Earlier this year during men’s fashion week, denim didn’t just show up—it dominated. Not as the rugged essential, but as the canvas for some of the most daring and imaginative menswear moments we’ve seen in seasons.
From workwear to fashion weapon
Once worn by miners and mechanics, denim has long outgrown its utilitarian roots. Sure, it still stands for durability—but today, it also represents reinvention. From James Dean’s defiance to Kurt Cobain’s dishevelled cool, it has shapeshifted its way into nearly every cultural movement.
Now, high fashion is making it its own—again. Only this time, it’s less about rugged nostalgia and more about pushing boundaries. The Fall/Winter 2025 runways saw denim transformed into tailored suiting, kimono-inspired coats, graffiti canvases, and luxe streetwear with a twist.


Tailoring gets a denim upgrade
Leading the charge? Louis Vuitton, whose denim suiting was a standout. Imagine a sharp, double-breasted blazer cut from indigo denim, tailored at the waist for a clean hourglass silhouette, paired with slim-fit flares that whisper ’70s retro. Throw in elevated finishes—a refined button, a subtle sheen—and you’ve got denim that’s more cocktail hour than cattle ranch.


Prada followed suit—or rather, deconstructed it. Their denim coat, weathered and vintage-washed, featured a dramatic collar and was layered over a formal blazer, with a crimson floral brooch pinned to the chest. The mix of rough and refined created something that felt unexpectedly noble.

And then there’s MM6 Maison Margiela, never ones to play it safe. Their blurred-wash denim suits looked like they’d been soaked in dreams—ethereal, tonal, slightly chaotic. Streetwear silhouettes, haute couture intent.

Head-to-toe denim, reinvented
Romeo Hunte showed us how to do denim-on-denim without looking like a throwback meme. The trick? Skip the flashy distressing and focus on layering—same-fabric shirts, pants, and outerwear stacked to perfection. Pure cohesion, pure confidence.

At Kenzo, traditional Japanese aesthetics informed a kimono-style denim jacket, blending Eastern silhouettes with Western streetwear.

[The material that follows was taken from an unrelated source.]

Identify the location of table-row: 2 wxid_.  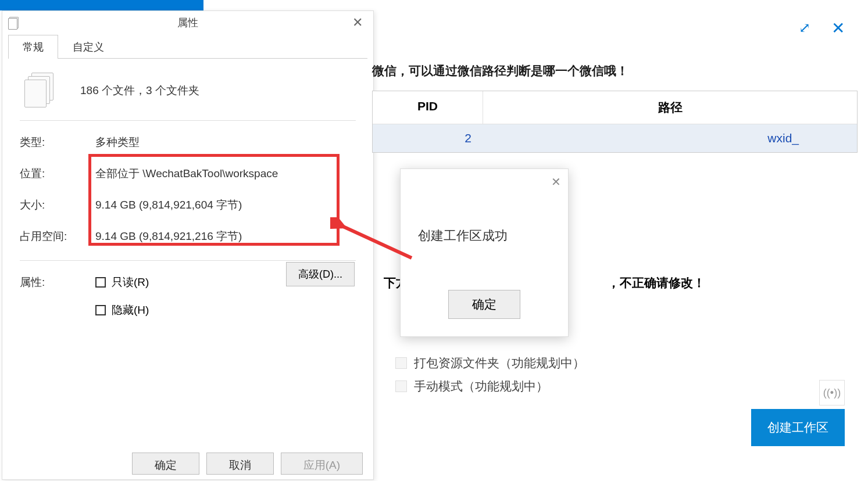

Doublet turned up the attitude, styling stone-washed sets with jet-black gloves and bling-heavy rings.
Dolce & Gabbana went full opulence, fusing denim with fur trims for an urban-luxe effect. Because who said streetwear can’t flirt with decadence?




Denim as a Canvas
Louis Vuitton treated denim like a mural, spray-painted with abstract graffiti. KidSuper dipped entire looks in bold reds, patching and piecing fabrics together for a worn-in, post-apocalyptic vibe.



For those who crave structure with a twist, there were twisted seams, asymmetric hems, misaligned waistbands, and jewel-studded pants legs that added just the right amount of chaos.